The National Firearms Act

Justices Samuel Alito and Brett Kavanaugh raised concerns about how the ATF’s 2018 regulation would apply to people who later owned bump stocks. But most of the questioning focused on how bump stocks operate, the wording of the National Firearms Act, and Congress’s intent in passing the law in 1934.

The three liberal justices seemed skeptical of Mr. Mitchell’s arguments—particularly Justices Elena Kagan and Brown-Jackson, who suggested that he was asserting an irrelevant distinction for the federal law involved.

Both questioned whether the overall thrust of the 1934 law was intended to prevent the use of devices such as bump stocks.

“As far as I can tell, the sort of common usage of the word ‘function’ is not its operational design. It’s not the mechanics of the thing.
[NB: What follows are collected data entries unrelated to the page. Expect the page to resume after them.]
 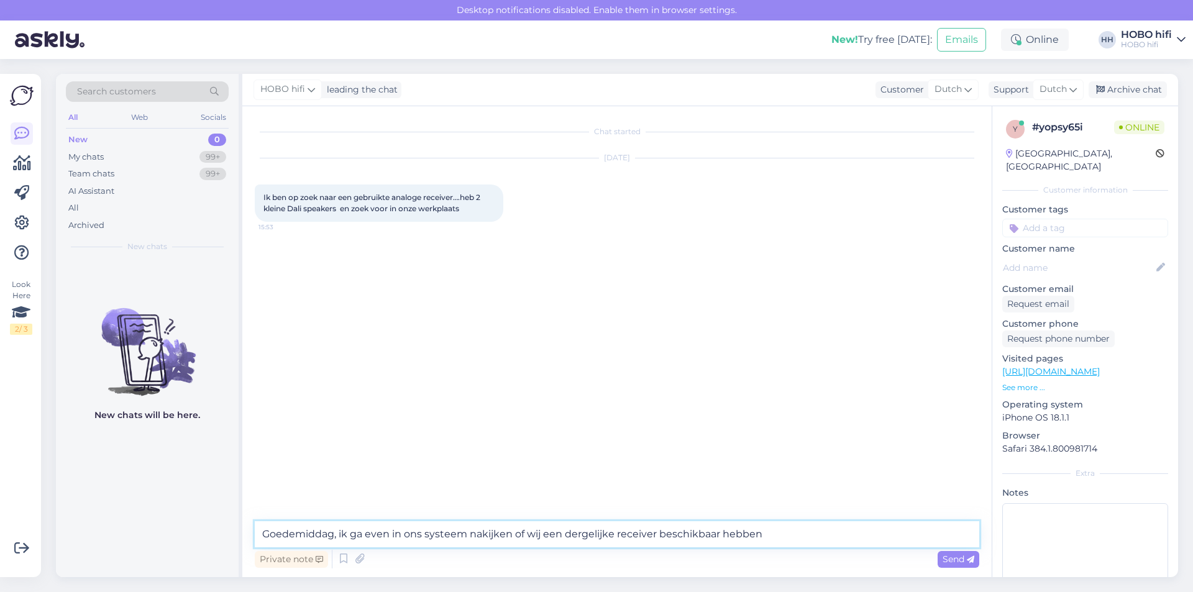 What do you see at coordinates (1085, 228) in the screenshot?
I see `input: Add a tag` at bounding box center [1085, 228].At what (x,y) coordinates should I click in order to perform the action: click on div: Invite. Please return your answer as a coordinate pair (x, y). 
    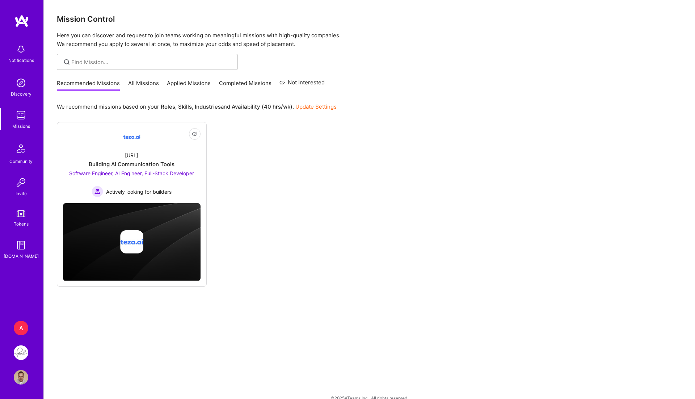
    Looking at the image, I should click on (21, 193).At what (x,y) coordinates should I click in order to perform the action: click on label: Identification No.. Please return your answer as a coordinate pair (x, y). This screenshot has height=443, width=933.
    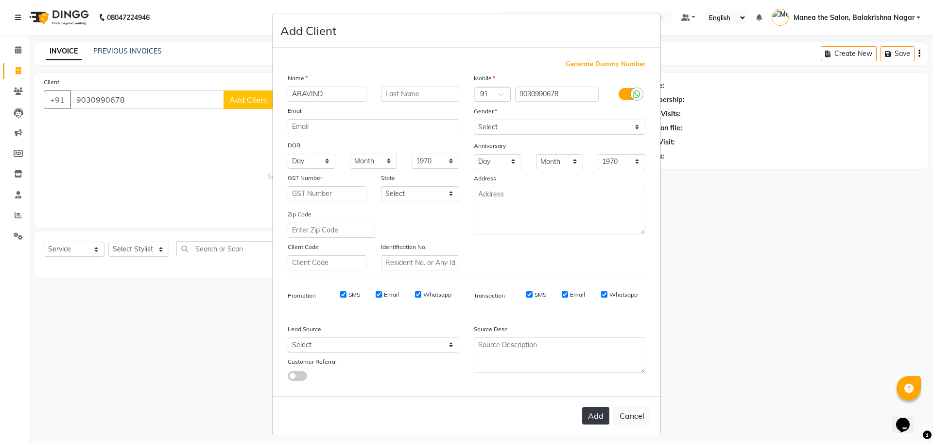
    Looking at the image, I should click on (404, 247). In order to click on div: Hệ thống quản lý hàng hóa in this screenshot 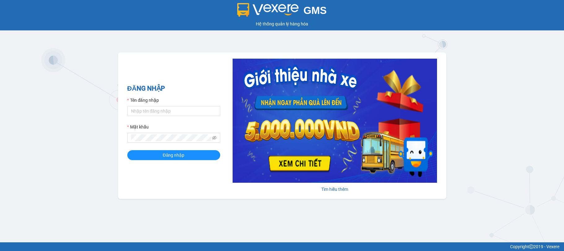, I will do `click(282, 24)`. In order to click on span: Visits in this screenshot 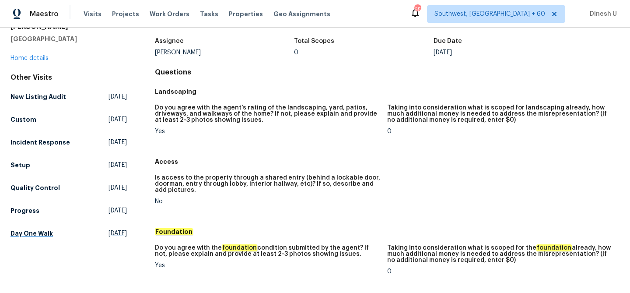, I will do `click(92, 14)`.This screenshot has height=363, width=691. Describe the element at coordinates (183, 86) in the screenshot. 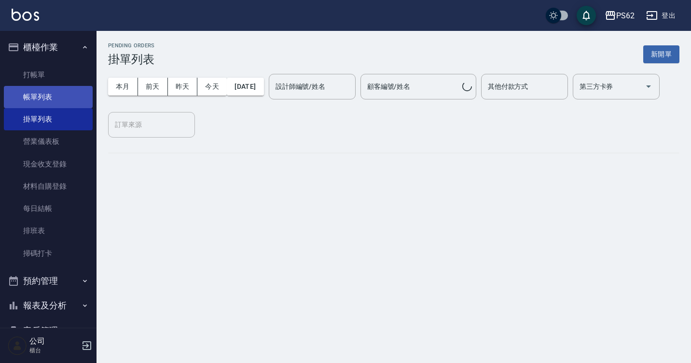

I see `button: 昨天` at that location.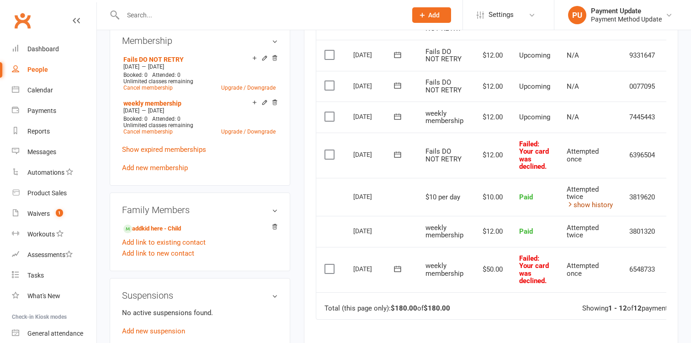 Image resolution: width=691 pixels, height=343 pixels. I want to click on a: People, so click(54, 69).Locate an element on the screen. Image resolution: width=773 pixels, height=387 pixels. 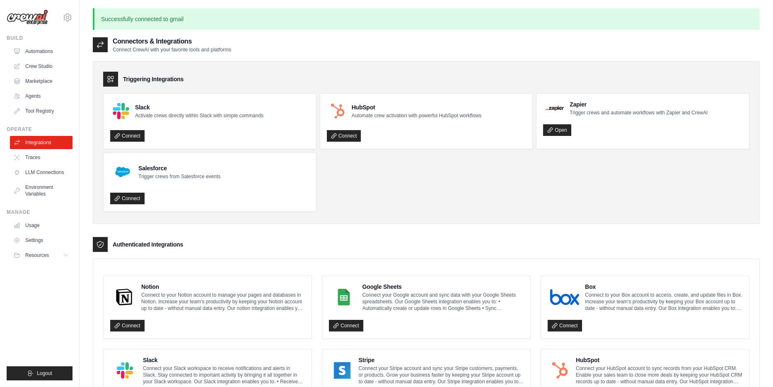
div: Operate is located at coordinates (39, 129).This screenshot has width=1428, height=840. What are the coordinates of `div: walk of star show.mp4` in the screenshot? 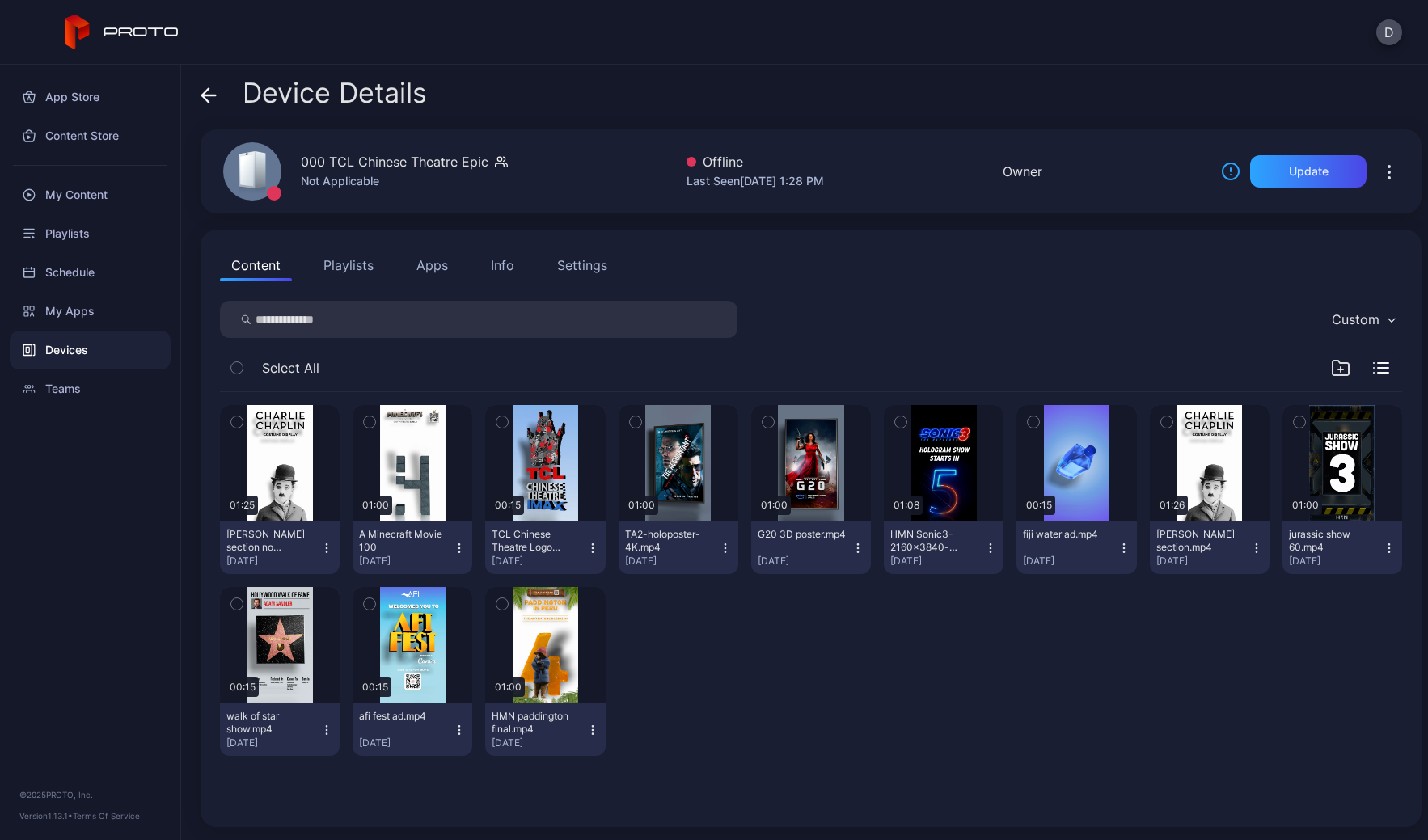 It's located at (271, 723).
It is what it achieves, what it’s being used for,” Justice Brown-Jackson told Mr. Mitchell.

She noted that “weapons with bump stocks have triggers that function in the same way.”

“They—through a single, right, pull of the trigger or touch of the trigger, you achieve the same result of automatic fire,” she said.

Mr. Mitchell countered that “a single discharge of the trigger produces only one shot.”

“It doesn’t produce a round of automatic fire,” he said. “The only way you get to repeated shots with a bump-stock-equipped rifle is for the shooter himself to continually undertake manual action by thrusting the forestock of the rifle forward with his non-shooting hand.”

Part of the confusion surrounding the statute involves ATF’s contention that a “single function of the trigger” under federal law included a “single pull of the trigger.” Both Justice Neil Gorsuch and Mr. Mitchell cast doubt on that interpretation, noting that “function” is a transitive verb.

“People don’t function things,” Justice Gorsuch said. “They may pull things, they may throw things, but they don’t function things.”

Justice Kagan suggested that Mr. Mitchell’s interpretation lacked common sense.

“I view myself as a good textualist,” she said. “I think that that’s the way we should think about statutes. It’s by reading them.

“But, you know, textualism is not inconsistent with common sense. Like, at some point, you have to apply a little bit of common sense to the way you read a statute and understand that what this statute comprehends is a weapon that fires a multitude of shots with a single human action.

“Whether it’s a continuous pressure on a ... conventional machinegun, holding the trigger, or a continuous pressure on one of these devices on the barrel ... I can’t understand how anybody could think that those two things should be treated differently.”

Justice Alito asked Mr. Mitchell whether his case is one in which “the literal language of the statute had to control even though it’s pretty hard to think that Congress actually meant that to apply in certain situations.”

Potential Congressional Action

Justice Gorsuch indicated that he thought congressional action would have been preferable to an ATF rule interpreting prior legislation. He also asked about former Sen. Dianne Feinstein (D-Calif.) criticizing the use of regulation to ban bump stocks.

Justice Kavanaugh noted that bump stocks didn’t exist around the time of the 1934 law’s passage.

He went on to ask Mr. Fletcher: “What’s your explanation, maybe common-sense explanation or some other explanation, for why, when this does become an issue, the Bush Administration, the Obama Administration, Senator Feinstein, all say no?”

Outside of the court, Mr. Cargill told The Epoch Times that he thought Congress had authority over the issue but didn’t think it should pass a law regulating bump stocks.

The Epoch Times asked both he and Mr. Chenoweth whether bump stocks are protected by the Second Amendment.

“I don’t know,” Mr. Cargill said.

Mr. Chenoweth similarly said he didn’t know about the Second Amendment question and would have to look at how history did or didn’t support bump stocks’ protection under the Constitution.

“We look at this as an abuse of administrative power case, not as a Second Amendment case,” he said. “If Congress had passed this law, we wouldn’t be challenging it.”